The district attorney’s office said the Rockport man left the family home in Maine on the evening of Sept. 7 and made a telephone call to his mother that raised unspecified concerns to the point that she called police in Rockport.

He left in his vehicle, but later called his mother from the Boston area saying he needed a ride back to Rockport.

She picked him up Sept. 8 at an unspecified location in the Boston area and while initially planning to return to Maine, they instead decided to go to the grandparents’ home about 40 miles northwest of Boston in Groton, the district attorney said.

Middlesex District Attorney Marian Ryan said Orion Krause made a telephone call Friday afternoon to someone he knew, and that person, whom she did not identify, was sufficiently concerned to contact Krause’s family members. Soon after, Groton police received a call from neighbors of the Lackeys reporting that the 22-year-old Krause was at their home.

Various media outlets in Massachusetts reported that the neighbors said Orion Krause arrived at their home naked, covered in mud, with some blood on him, and admitted murdering four people.
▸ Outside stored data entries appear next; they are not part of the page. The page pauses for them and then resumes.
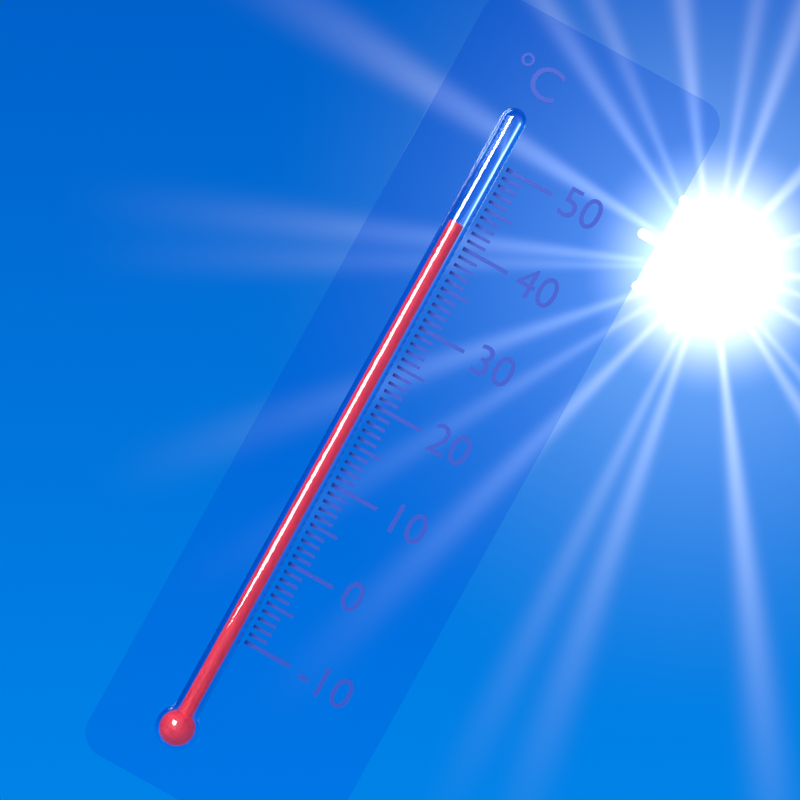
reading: 42 °C
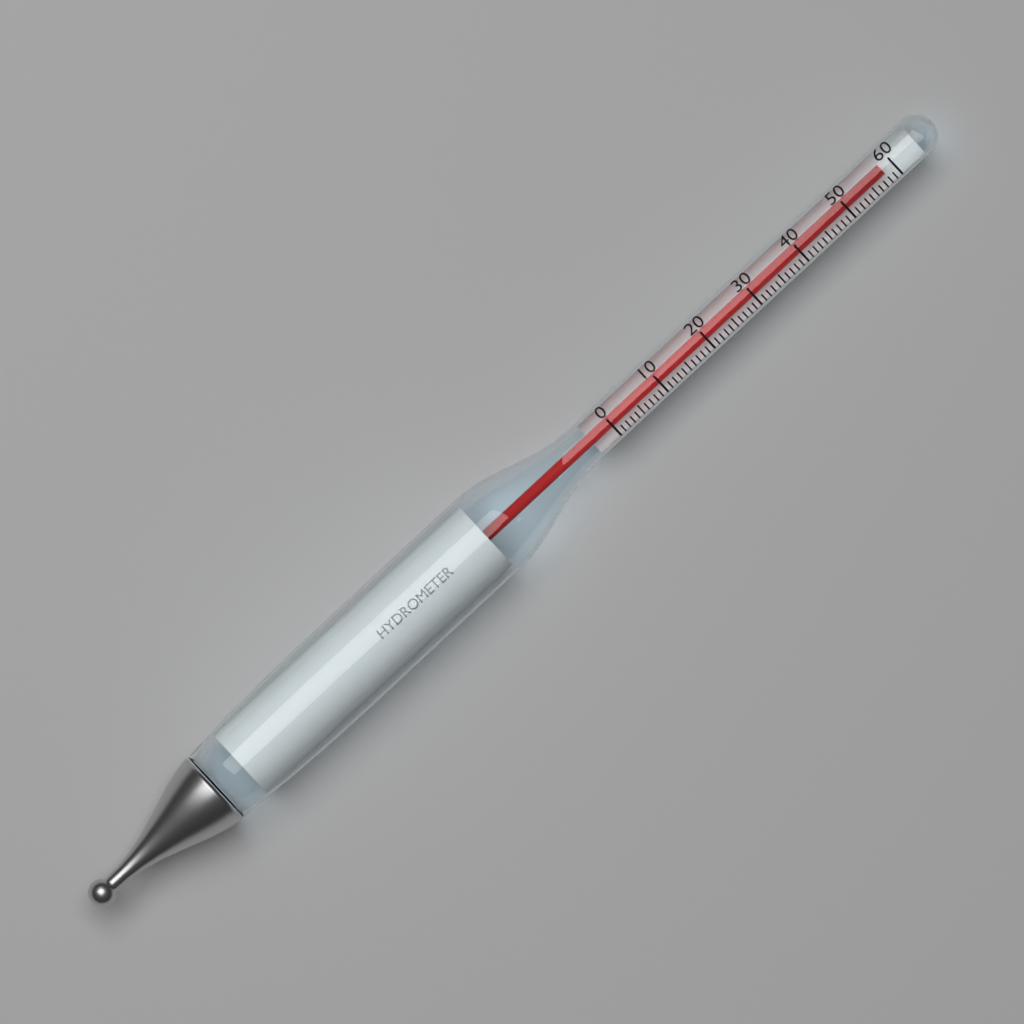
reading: 58 (no unit)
Though the district attorney did not identify whom Orion Krause had called, a law enforcement official who spoke to the Courier-Gazette in Rockland said Krause called a professor at Oberlin College & Conservatory in Ohio, the school he graduated from in May. The official was not authorized to disclose the information and spoke on condition of anonymity.

Orion Krause grew up in Rockport, and graduated from Camden Hills Regional High School in Rockport in 2013 before attending Oberlin, where he majored in music, specifically in jazz and drums.

He has no criminal record in Maine. Chief Randy Gagne of the Camden and Rockport departments said Monday that the Rockport department has had two involvements with Orion Krause, neither of which was criminal in nature. One was the call last Thursday night from his mother concerned about his well-being and the other was a year ago. The chief said he could not offer any additional information on the prior call.